Pure’s Portworx gets AWS cloud-native blessing

070403-N-6674H-069 PEARL HARBOR, Hawaii (April 03, 2007) - Kuhu Kaleo Patterson performs a traditional Hawaiian blessing as Commander, Navy Region Hawaii (CNRH) Rear Adm. T. G. Alexander, center, joined on his left by Rep. Neil Abercrombie, and Sen. Daniel K. Akaka, along with representatives of Forest City Military Communities and CNRH use Hawaiian o-o sticks during a military housing groundbreaking ceremony on Ford Island. The groundbreaking represents phase-two of a joint venture between CNRH and Forest City Military Communities Hawaii to construct more than 800 new single-family homes on Ford Island. U.S. Navy photo by Mass Communication Specialist Seaman Paul D. Honnick (RELEASED)

Pure Storage and AWS have a 3-year deal to use Portworx container management software with Amazon’s Elastic Kubernetes Service (EKS) and so provide enterprise scale containerised apps in Amazon’s cloudy IT empire.

EKS provides a basic capability to run and scale Kubernetes on AWS with no need to install, operate, and maintain a Kubernetes control plane or nodes. Pure’s Portworx software is layered on top of that to add services such as persistent storage, data protection, disaster recovery, data security, cross-region and hybrid data migrations, and automated capacity management.

Deepak Singh, AWS VP of Compute Services, said of the deal: “We are excited to work with Portworx to provide customers another option for backup and data management on Amazon EKS.”

Reed Glauser, director of engineering at CHG Healthcare, provided a customer perspective: “As demand for healthcare workers skyrocketed, we needed to rapidly deliver new digital tools that better serve our customers, who count on us to provide more than 30 per cent of the temporary medical employees in the United States. We started by migrating most of our technology infrastructure on AWS and adopting Kubernetes to develop, test, and deploy new applications, but we needed a storage layer that was as flexible as the other elements of our cloud-native stack.”

So: “Portworx added the capabilities to Amazon EKS we needed, enabling us to optimize and automate our storage management, spin up new clusters and migrate seamlessly, and significantly accelerate and streamline our cloud development life cycle.”

There are two parts of the Portwork offering involved here. Portworx Enterprise enables users to request storage based on their requirements for capacity, performance level, resiliency level, security level and access, protection level, and more. Portworx PX-Backup adds point-and-click backup and recovery for all applications running on Kubernetes, even stateless ones.

The Pure-AWS deal includes Pure announcing an Early Access Program for Portworx Backup as-a-Service (BaaS) on AWS. Pure says Portworx BaaS is one of the many as-a-Service offerings the company will deliver to its customers in the future.

The pair’s deal, which they called a strategic engagement, means Pure gets AWS’ blessing for its Portworx software, which should help sales (shorter term win), and AWS gets a Portworx on-ramp to its cloud for Pure customers looking to go cloud-native (longer term win).

Will Pure look for similar arrangements with Azure and the Google cloud? Will AWS look for similar arrangements with HPE and NetApp and others? Watch this space. The (cloudy) sky’s the limit.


**THE TASK**
Word for word, set down the lines from the one that contains "The image size is (495, 216)." through the final line of the data; no pictures belong in the copy.

:: SOURCE DATA ::

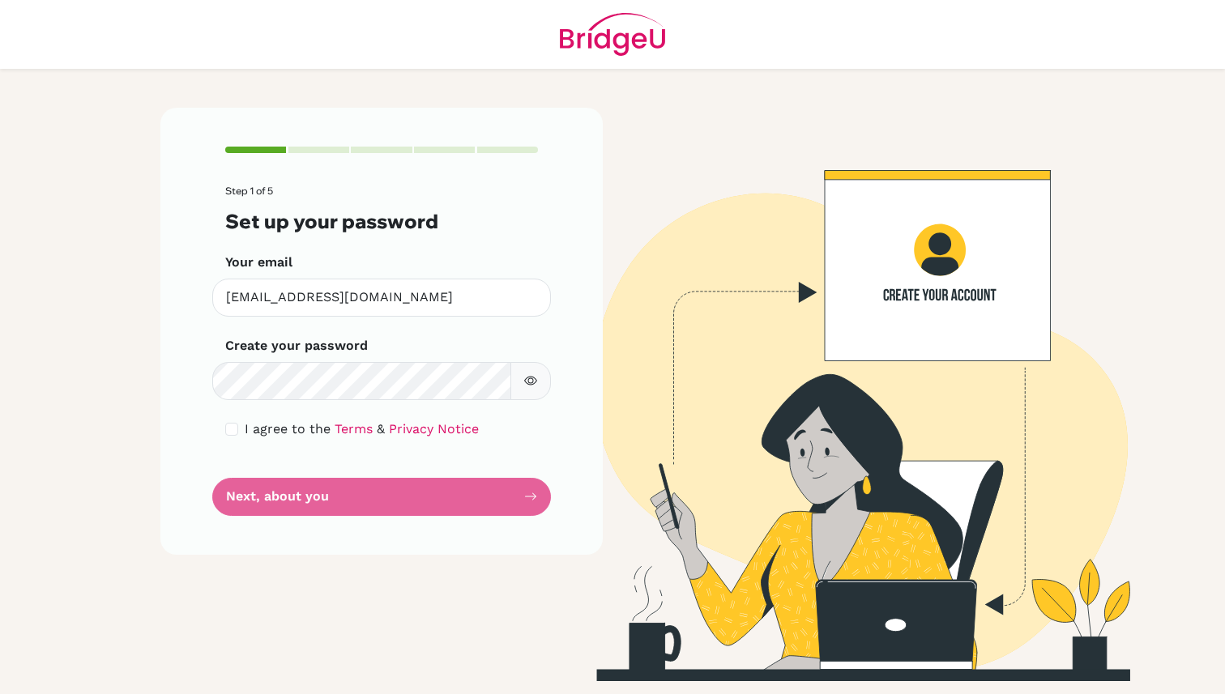 The image size is (1225, 694). What do you see at coordinates (382, 221) in the screenshot?
I see `h3: Set up your password` at bounding box center [382, 221].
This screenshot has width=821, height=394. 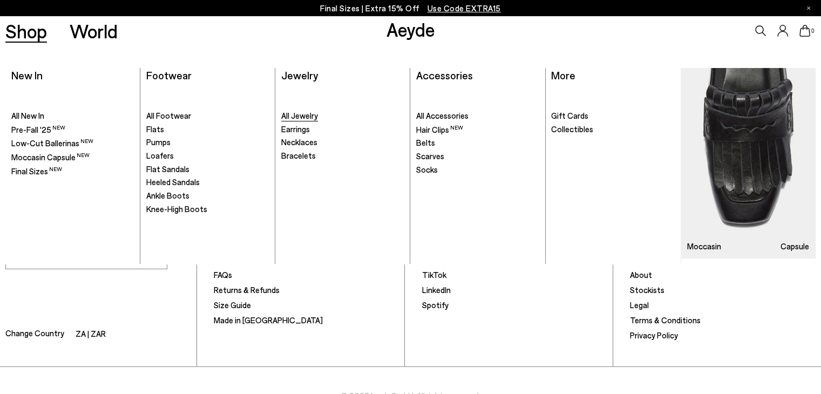 I want to click on a: LinkedIn, so click(x=436, y=290).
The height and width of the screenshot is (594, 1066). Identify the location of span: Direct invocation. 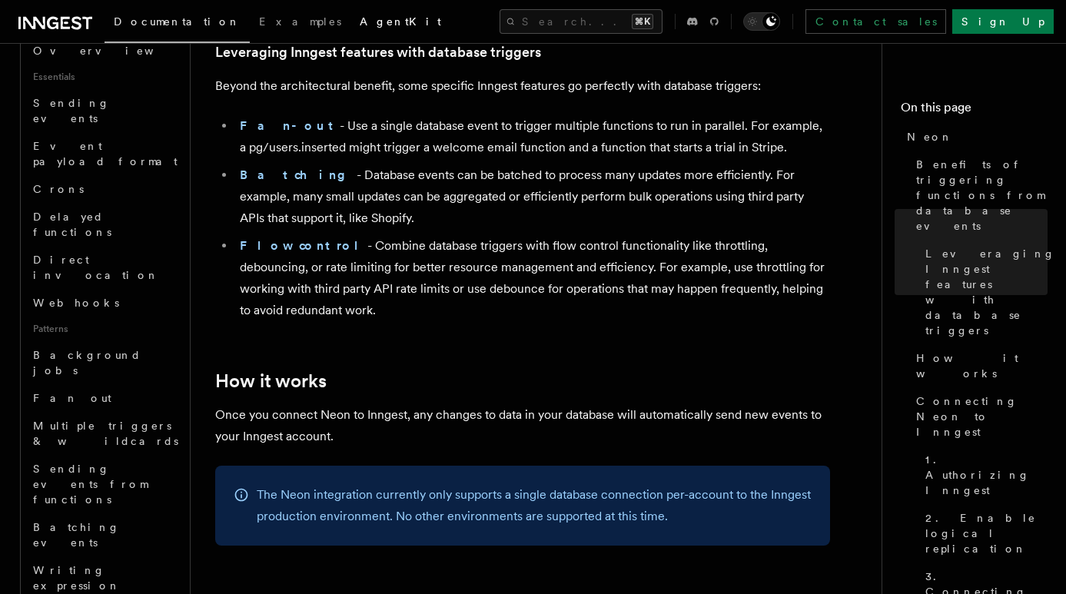
(96, 268).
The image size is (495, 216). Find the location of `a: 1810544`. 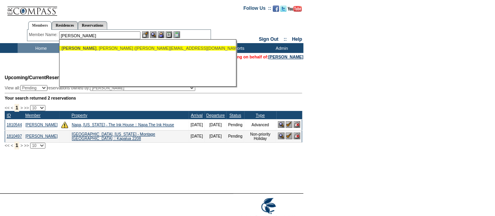

a: 1810544 is located at coordinates (14, 125).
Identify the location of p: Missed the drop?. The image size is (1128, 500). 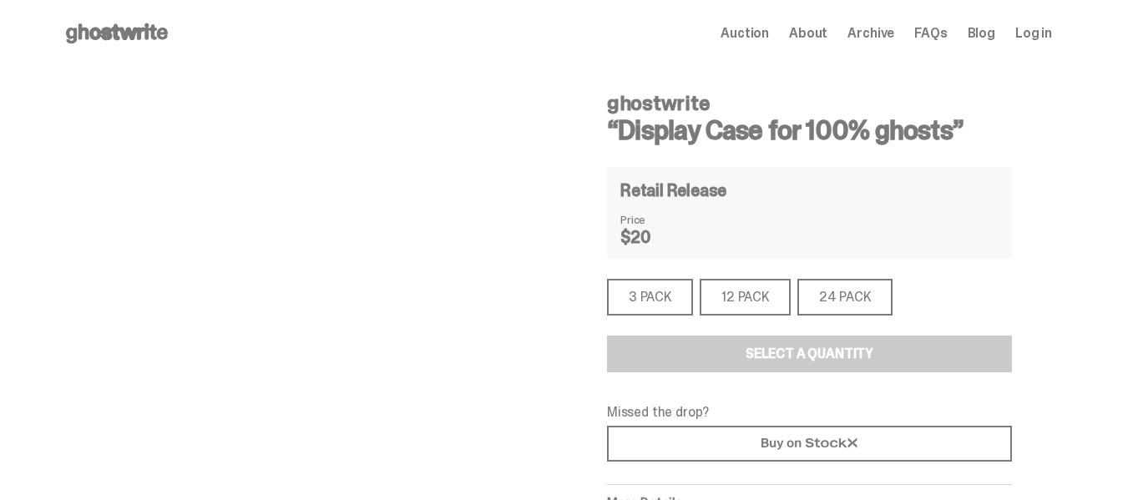
(809, 413).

:::

**RESULT OF THIS EXERCISE**
The image size is (495, 216). Find the location of `a: 1810544`. 

a: 1810544 is located at coordinates (14, 125).
Identify the location of p: Missed the drop?. The image size is (1128, 500). 
(809, 413).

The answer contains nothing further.